> _What you have to do_
Lines to return, exactly: from the line with "Identify the location" to the line with "The height and width of the screenshot is (1230, 598)." in the entries below, both included.

> _Supplied information_
-------

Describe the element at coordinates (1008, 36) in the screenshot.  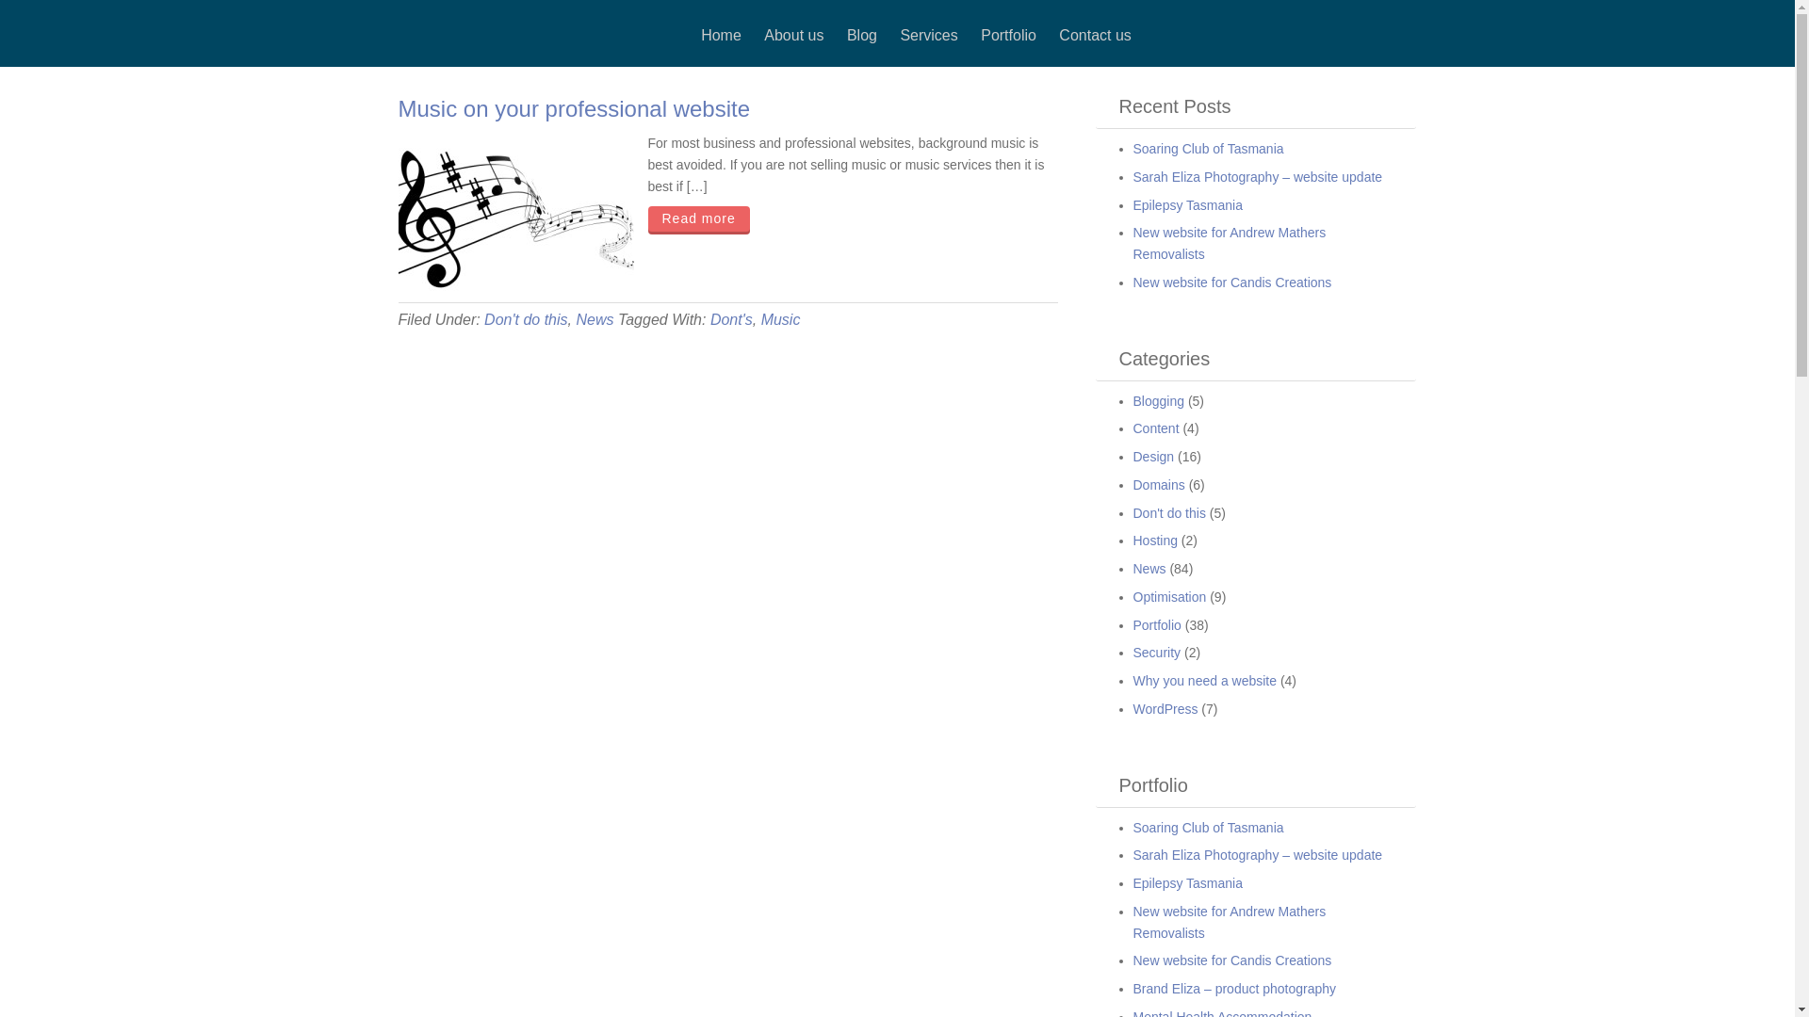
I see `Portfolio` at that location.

-------

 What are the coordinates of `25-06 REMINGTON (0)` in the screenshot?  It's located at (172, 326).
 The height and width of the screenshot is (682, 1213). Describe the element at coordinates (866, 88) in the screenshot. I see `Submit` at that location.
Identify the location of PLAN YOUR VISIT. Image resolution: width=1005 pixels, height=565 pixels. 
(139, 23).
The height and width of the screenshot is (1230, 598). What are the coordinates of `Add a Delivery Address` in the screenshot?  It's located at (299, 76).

-------

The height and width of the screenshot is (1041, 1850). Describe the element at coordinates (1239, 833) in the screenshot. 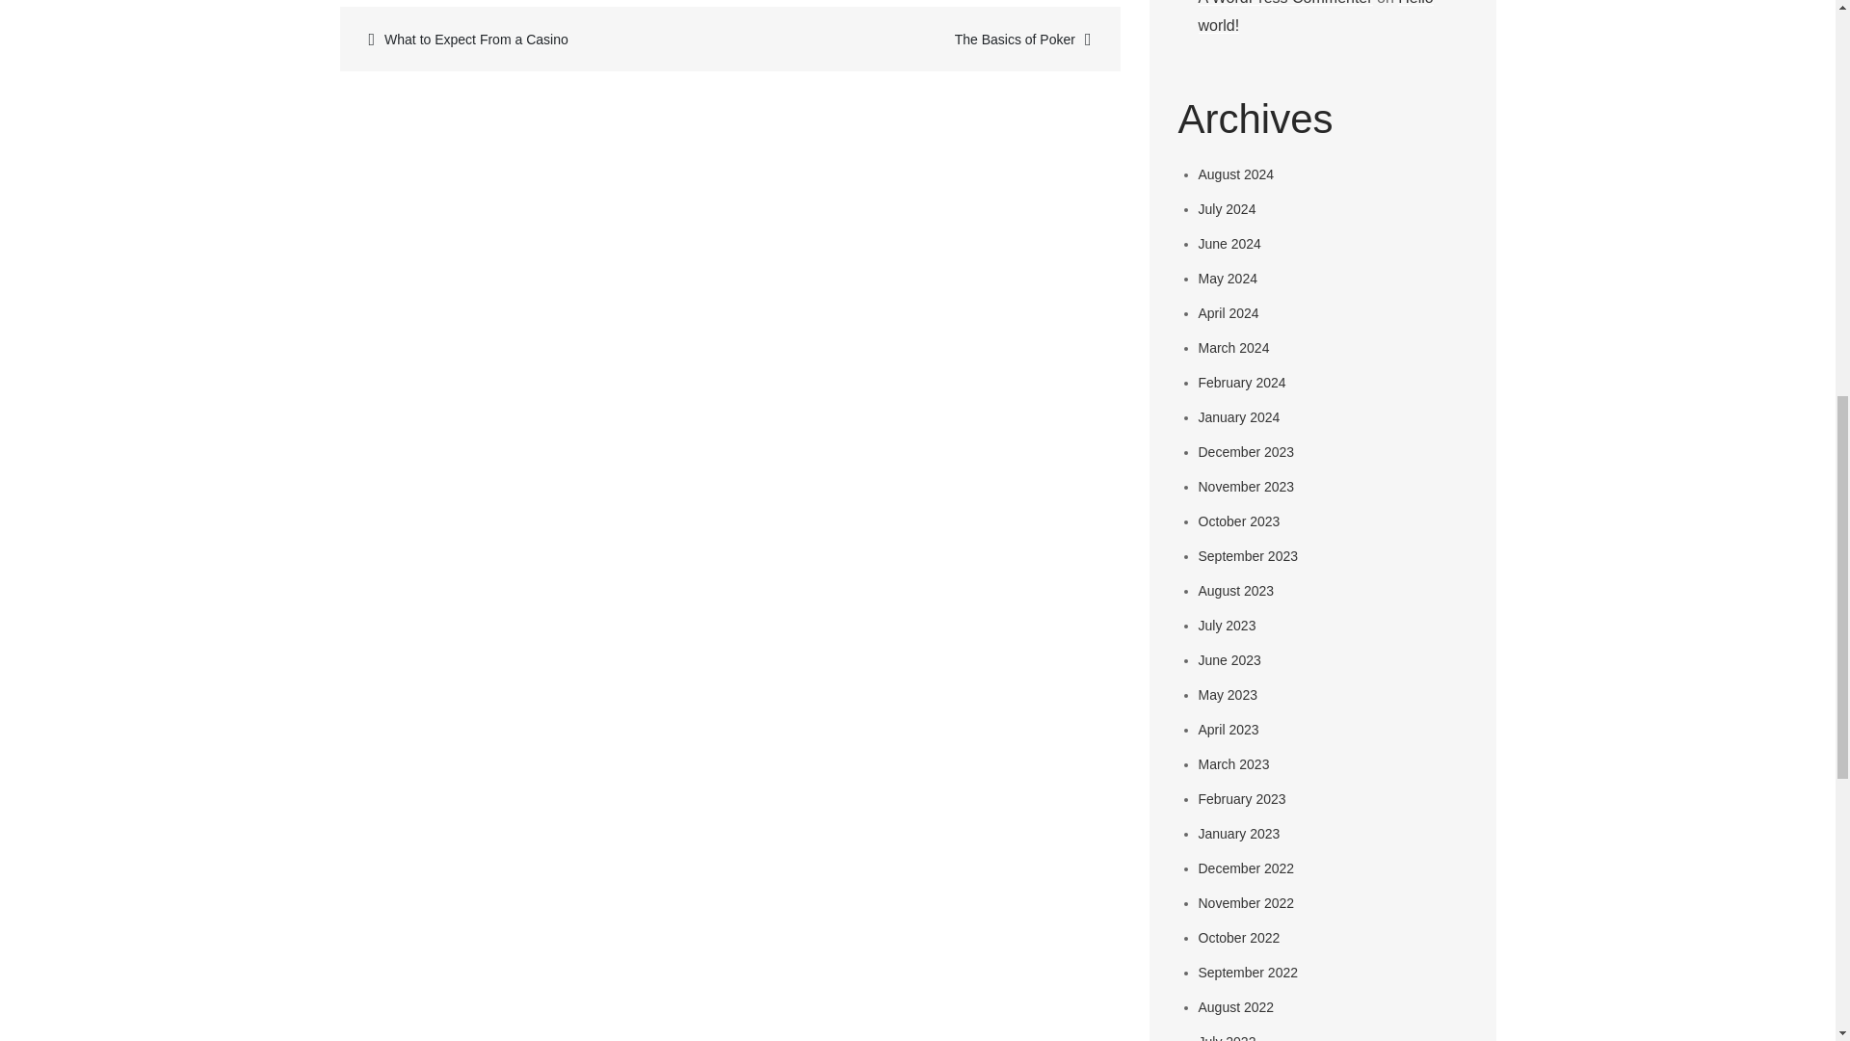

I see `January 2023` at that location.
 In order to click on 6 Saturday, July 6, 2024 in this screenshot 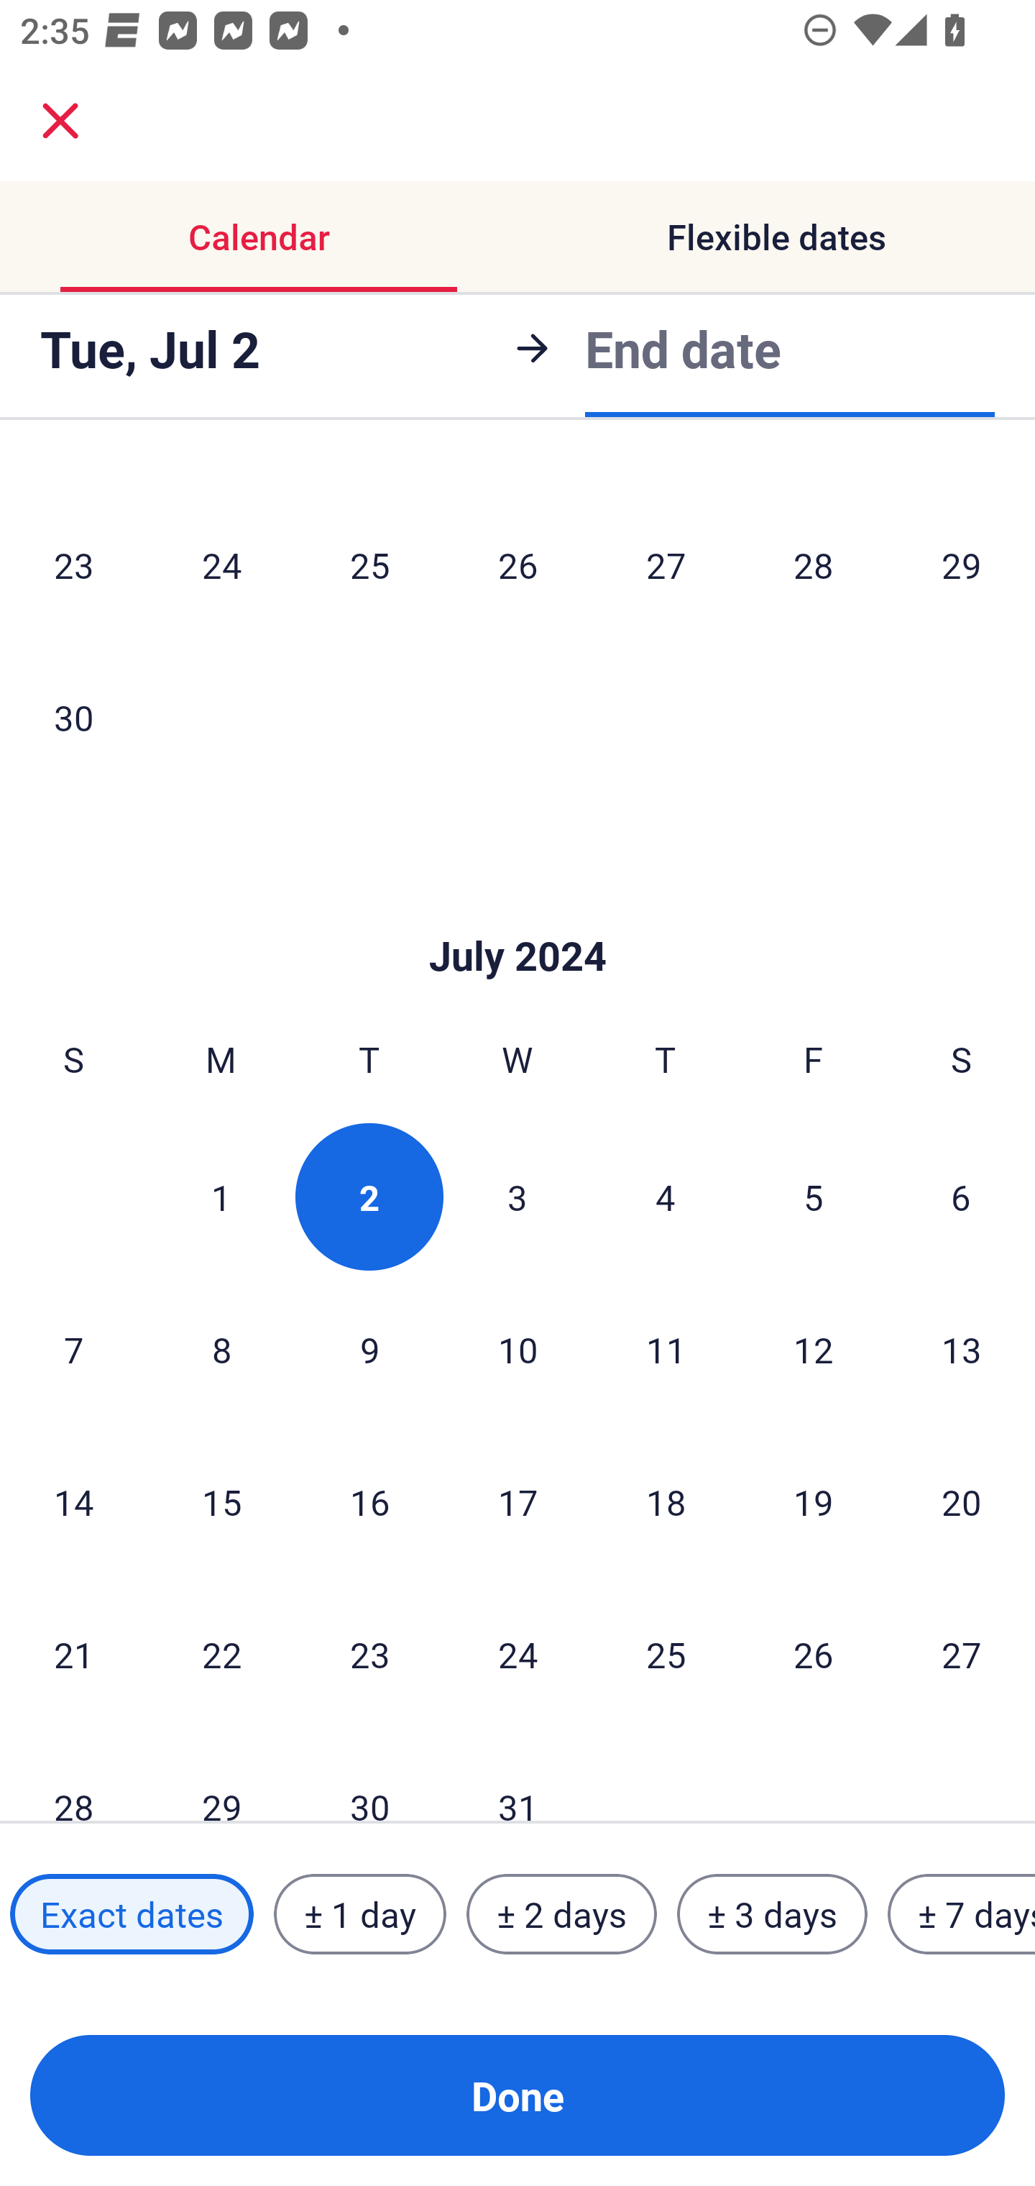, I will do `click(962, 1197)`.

-------

> _Exercise result_
Identify the location of PLAN YOUR VISIT. Image resolution: width=1005 pixels, height=565 pixels. 
(139, 23).
The height and width of the screenshot is (1230, 598). What are the coordinates of `Add a Delivery Address` in the screenshot?  It's located at (299, 76).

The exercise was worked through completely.